At other points I thought it was a story about emotional abuse. In describing his father, the hero says,
“He never hit me. He did not believe in hitting. He would tell us how his father had hit him, how his mother had chased him with a broom, how he was better than that. When he got angry enough to shout at me he would occasionally remind me that he did not hit me, as if to make me grateful. In the school stories I read, misbehavior often resulted in a caning, or the slipper, and then was forgiven and done, and I would sometimes envy those fictional children the cleanness of their lives.”
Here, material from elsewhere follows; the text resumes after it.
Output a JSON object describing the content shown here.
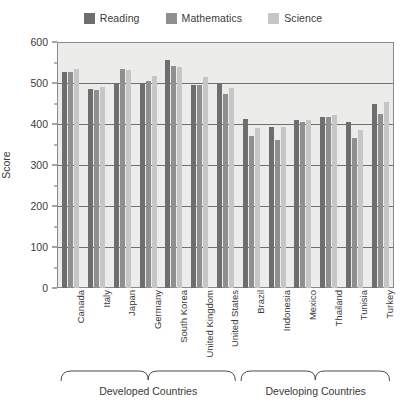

In a horrifying scene, the hero’s father, now under Ursula Monkton’s spell, pushes his son under in a tub of cold water in a scene that for this American brought out group guilt about waterboarding. Thanks to quick thinking from the hero, he does not die, but Gaiman leaves us wondering if the father would have gone that far.
And more emotional abuse from Ursula:
“We don’t talk to him,’ she told my sister. ‘We won’t talk to him again until he’s allowed to rejoin the family.”
At other times I thought the story was just about bullying.
“‘Grown-ups and monsters aren’t scared of anything.’ ‘Oh, monsters are scared, said Lettie. ‘That’s why they’re monsters. And as for grown-ups…’ She stopped talking, rubbed her freckled nose with a finger. Then, ‘I’m going to tell you something important. Grown-ups don’t look like grown-ups on the inside either. Outside, they’re big and thoughtless and they always know what they’re doing. Inside, they look just like they always have. Like they did when they were your age. The truth is, there aren’t any grown-ups. Not one, in the whole world.”
And then it is a story about sacrifice (which is beautiful became the hero loves the Narnia books). And home. And becoming an adult and living a life worthy of the sacrifices that have been made for us.
Read it. Listen to it. Then do it again.